Thursday, August 4, 2011

Shopping


We spent much of the next few days shopping for home décor items and other stuff for the open house.  India lacks the necessary stores, like Target, Wal-Mart, and Costco.  Somehow though, Indians manage to buy stuff.  Shopping, however, is an adventure for the non-Indian.  First, there is traffic (covered in a subsequent entry).  Once you arrive at the store and (maybe) find parking, the second part of the adventure begins.

Stores and stalls. (Photo by Thuy)


Pretty much every main street is a shopping district.  But without zoning laws, stores, businesses, and residences are crowded together.  In addition to the stores in buildings, many vendors set up stalls on the sidewalks in front of stores
Fancy stores and  not-so-fancy stores. (Photo by Thuy)

Share the road - with everything. (Photo by Thuy)

That's another thing.  In Chennai, sidewalks are something of an enigma.  They appear in front of a few stores, but suddenly end and you have to navigate the street and dodge cars, auto rickshaws, and beasts of burden to reach the next store.


Stores don't have bar codes on their merchandise.  Without bar codes, here’s how it works at Victoria Technical Institute (VTI), the Indian handicrafts store.
  • You take your items to the counter
  • Employee 1 (E1) reads the tag to E2, who enters the item number into the only computer in the store.
  • After E2 enters all the items, she prints out a customer invoice that goes to E3, the cashier.
  • You pay E3 and take your receipt to the counter, two feet from where E1 called the numbers.
  • At the counter, E4 has the sales copy of the invoice and meticulously wraps your purchases in brown paper.  He is ably assisted by E5, who holds the paper straight while E4 wraps your items. If you bought a framed piece of art, E4 also wraps it in corrugated cardboard.  E4 and E5 place the items in plastic bags and staple the sales invoices to the bags.
  • You present your customer invoice to E4 (or E5), who checks the sales invoice against the customer copy.  When he verifies that the invoices match, he takes a rubber stamp, pounds both copies, and hands you your invoice and purchases.
  • At this point, if you have one or two bags, you take them and exit the store.  We had a whole bunch of bags and some large items, so Es 6-8 carried them to the van.

The employee:customer ratio in this store is about 4:1 (Thuy again)
In quite a few stores, the employee:customer ratio is much higher than in American stores and the employees sometimes follow you as if you were at a car dealership.  I think the fact that labor is so cheap makes these inefficiencies tolerable.  Automation, e.g. bar code scanners and computers, is prohibitively expensive for most stores.  Besides, they don't work well during a rolling blackout.

When you get home you have to unwrap everything to figure out what belongs to whom.  Then you have to re-wrap everything to pack it in the suitcases.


Exercise directions ▸
Lines below that hold the word "will" must be copied in full.

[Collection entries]
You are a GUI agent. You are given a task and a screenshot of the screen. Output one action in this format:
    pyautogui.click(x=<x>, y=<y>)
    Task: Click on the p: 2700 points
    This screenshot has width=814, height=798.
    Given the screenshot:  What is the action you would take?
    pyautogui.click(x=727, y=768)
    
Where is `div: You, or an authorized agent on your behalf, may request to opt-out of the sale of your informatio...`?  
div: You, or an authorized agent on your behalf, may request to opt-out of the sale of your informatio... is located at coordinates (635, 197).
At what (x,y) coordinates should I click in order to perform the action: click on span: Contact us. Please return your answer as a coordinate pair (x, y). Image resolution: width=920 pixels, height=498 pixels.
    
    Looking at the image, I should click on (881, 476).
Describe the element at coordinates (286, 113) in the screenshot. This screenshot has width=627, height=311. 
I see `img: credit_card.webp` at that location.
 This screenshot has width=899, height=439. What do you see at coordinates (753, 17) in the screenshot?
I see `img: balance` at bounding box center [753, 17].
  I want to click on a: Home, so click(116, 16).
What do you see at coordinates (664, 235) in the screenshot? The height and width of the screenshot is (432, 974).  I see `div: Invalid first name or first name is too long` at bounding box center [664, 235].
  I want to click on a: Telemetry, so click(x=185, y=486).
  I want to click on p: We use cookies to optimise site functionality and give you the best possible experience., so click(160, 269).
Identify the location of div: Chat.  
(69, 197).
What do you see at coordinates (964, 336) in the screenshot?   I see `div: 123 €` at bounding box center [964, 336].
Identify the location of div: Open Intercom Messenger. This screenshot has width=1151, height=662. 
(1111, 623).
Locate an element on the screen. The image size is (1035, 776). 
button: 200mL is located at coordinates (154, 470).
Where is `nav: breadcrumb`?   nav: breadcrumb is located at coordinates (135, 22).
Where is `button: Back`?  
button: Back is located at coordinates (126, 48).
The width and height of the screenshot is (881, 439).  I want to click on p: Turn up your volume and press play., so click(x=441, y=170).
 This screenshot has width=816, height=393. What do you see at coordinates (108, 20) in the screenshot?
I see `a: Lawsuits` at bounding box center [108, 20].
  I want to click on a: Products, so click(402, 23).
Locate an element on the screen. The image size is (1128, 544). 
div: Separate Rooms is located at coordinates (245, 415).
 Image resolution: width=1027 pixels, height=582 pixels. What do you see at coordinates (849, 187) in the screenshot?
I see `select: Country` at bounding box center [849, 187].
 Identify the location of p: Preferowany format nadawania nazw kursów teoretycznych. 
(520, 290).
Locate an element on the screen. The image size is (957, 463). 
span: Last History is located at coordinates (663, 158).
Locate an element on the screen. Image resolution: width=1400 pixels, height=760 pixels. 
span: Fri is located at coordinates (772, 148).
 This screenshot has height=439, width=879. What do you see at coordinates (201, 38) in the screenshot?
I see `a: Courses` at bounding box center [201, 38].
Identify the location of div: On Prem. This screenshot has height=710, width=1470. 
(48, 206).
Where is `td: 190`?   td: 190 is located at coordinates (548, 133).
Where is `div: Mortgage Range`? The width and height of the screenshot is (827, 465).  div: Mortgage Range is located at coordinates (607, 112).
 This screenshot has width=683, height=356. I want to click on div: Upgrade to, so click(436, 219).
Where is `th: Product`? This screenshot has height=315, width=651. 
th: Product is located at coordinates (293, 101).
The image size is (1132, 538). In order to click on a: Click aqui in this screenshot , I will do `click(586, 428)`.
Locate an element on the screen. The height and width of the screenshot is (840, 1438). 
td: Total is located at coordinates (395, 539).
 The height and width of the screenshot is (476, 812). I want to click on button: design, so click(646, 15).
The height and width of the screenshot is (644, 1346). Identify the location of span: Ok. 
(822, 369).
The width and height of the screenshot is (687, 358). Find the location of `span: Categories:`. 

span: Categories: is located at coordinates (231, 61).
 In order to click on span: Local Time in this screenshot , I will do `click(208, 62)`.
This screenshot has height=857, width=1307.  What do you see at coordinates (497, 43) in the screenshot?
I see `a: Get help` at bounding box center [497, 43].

Written response ▸
The image size is (1132, 538). In order to click on a: Click aqui in this screenshot , I will do `click(586, 428)`.
 In order to click on span: Local Time in this screenshot , I will do `click(208, 62)`.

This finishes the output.